Hacksaw Ridge Releases Movie Trailer

By David SomersetAugust 11, 2016Movie Trailers
Andrew Garfield as Desmond Doss in Hacksaw Ridge
By David Somerset | August 11, 2016

When Americans look back on World War II, many think of the more memorable events. We think of D-Day on the beaches of Normandie and the heroism of the sacrifices made by the many lives lost in order to gain a strategic location in France. We think of the tragedies that happened in Okinawa and Nagasaki as the first, and thankfully only, A-Bombs were dropped during international warfare.

Or maybe we think about the stories that we’ve heard from the soldiers who were on the front lines. The fighters who saw their friends, brothers, and family pass away in front of them as they were entrenched in battle.

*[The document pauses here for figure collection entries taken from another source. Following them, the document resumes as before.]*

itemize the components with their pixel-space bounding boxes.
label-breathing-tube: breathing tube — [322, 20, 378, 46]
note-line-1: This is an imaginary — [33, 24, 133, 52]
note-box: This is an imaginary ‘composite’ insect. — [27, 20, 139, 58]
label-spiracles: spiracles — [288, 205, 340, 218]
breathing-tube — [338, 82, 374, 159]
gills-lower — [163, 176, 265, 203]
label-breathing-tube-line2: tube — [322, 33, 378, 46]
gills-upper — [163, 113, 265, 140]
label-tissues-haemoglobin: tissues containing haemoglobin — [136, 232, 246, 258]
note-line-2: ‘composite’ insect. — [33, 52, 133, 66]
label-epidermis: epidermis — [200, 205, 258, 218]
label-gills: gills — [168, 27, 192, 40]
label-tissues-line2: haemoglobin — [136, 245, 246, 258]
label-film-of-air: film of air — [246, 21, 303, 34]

Robert Morgan, Vince Vaughn, Andrew Garfield in Hacksaw Ridge

From Left to right: Colonel Cunningham (Robert Morgan), Sergeant Howell (Vince Vaughn), and Desmond Doss (Andrew Garfield) in HACKSAW RIDGE. Photo Credit: Mark Rogers

There aren’t many good stories that happened to come out the years where the Axis fought the Allies. Sure, cumulatively we were able to keep Hitler from creating a New World Order, but there wasn’t the Christmas Truce as there had been in World War I, where soldiers from both sides laid down their weapons and met in the middle of the battlefield to play a game of soccer and think of a time where they weren’t surrounded by bullets and the possibility of death.

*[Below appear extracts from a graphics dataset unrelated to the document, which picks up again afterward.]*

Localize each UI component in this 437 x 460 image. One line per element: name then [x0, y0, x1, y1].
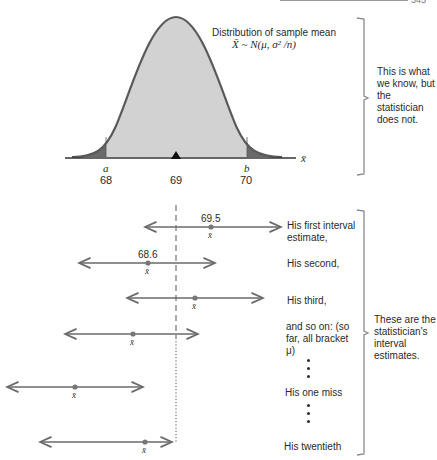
interval-1	[145, 224, 281, 229]
ellipsis-dots-1	[307, 359, 311, 383]
interval-2-label: His second,	[287, 258, 339, 270]
ellipsis-dots-2	[307, 404, 311, 428]
interval-1-label: His first interval estimate,	[287, 220, 362, 244]
marker-b-value: 70	[240, 174, 252, 186]
bottom-bracket	[357, 210, 368, 455]
interval-5-xbar: x̄	[72, 389, 76, 401]
marker-b-symbol: b	[244, 162, 250, 174]
interval-2-mean-value: 68.6	[138, 249, 157, 261]
interval-1-xbar: x̄	[208, 229, 212, 241]
marker-a-value: 68	[100, 174, 112, 186]
bottom-bracket-note: These are the statistician's interval es…	[374, 314, 436, 362]
interval-4-label: and so on: (so far, all bracket μ)	[286, 321, 352, 357]
interval-20-label: His twentieth	[284, 441, 341, 453]
distribution-formula: X̄ ~ N(μ, σ² /n)	[232, 38, 296, 50]
interval-3-xbar: x̄	[192, 300, 196, 312]
interval-20	[40, 439, 172, 444]
interval-20-xbar: x̄	[142, 444, 146, 456]
interval-3-label: His third,	[287, 295, 326, 307]
marker-a-symbol: a	[103, 162, 109, 174]
interval-2-xbar: x̄	[145, 265, 149, 277]
interval-1-mean-value: 69.5	[201, 213, 220, 225]
interval-4-xbar: x̄	[130, 336, 134, 348]
interval-miss-label: His one miss	[285, 387, 342, 399]
marker-mu-value: 69	[170, 174, 182, 186]
top-bracket	[357, 18, 368, 175]
diagram-canvas	[0, 0, 437, 460]
axis-label-xbar: x̄	[301, 152, 306, 164]
top-bracket-note: This is what we know, but the statistici…	[377, 66, 435, 126]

But there is the story of Desmond Doss, a man who drafted and joined the war effort not with the intention of actually killing anyone because his religion prohibited him from doing so, but in order to do whatever he could to help the soldiers on the battlefield. While a good portion of the movie seems to focus on the difficulties he faces during boot camp, and even being allowed to adhere to his religious beliefs before being shipped off to the battlefields, his heroic acts came not with a weapon, but in the lives he saved as a medic.

Something which often deserves to get more credit than is provided, especially when that hero happened to be wounded three times in battle.

Due out November 4, 2016, fans of Doss’ story can get additional background before the release by watching the award winning documentary “The Conscientious Objector.”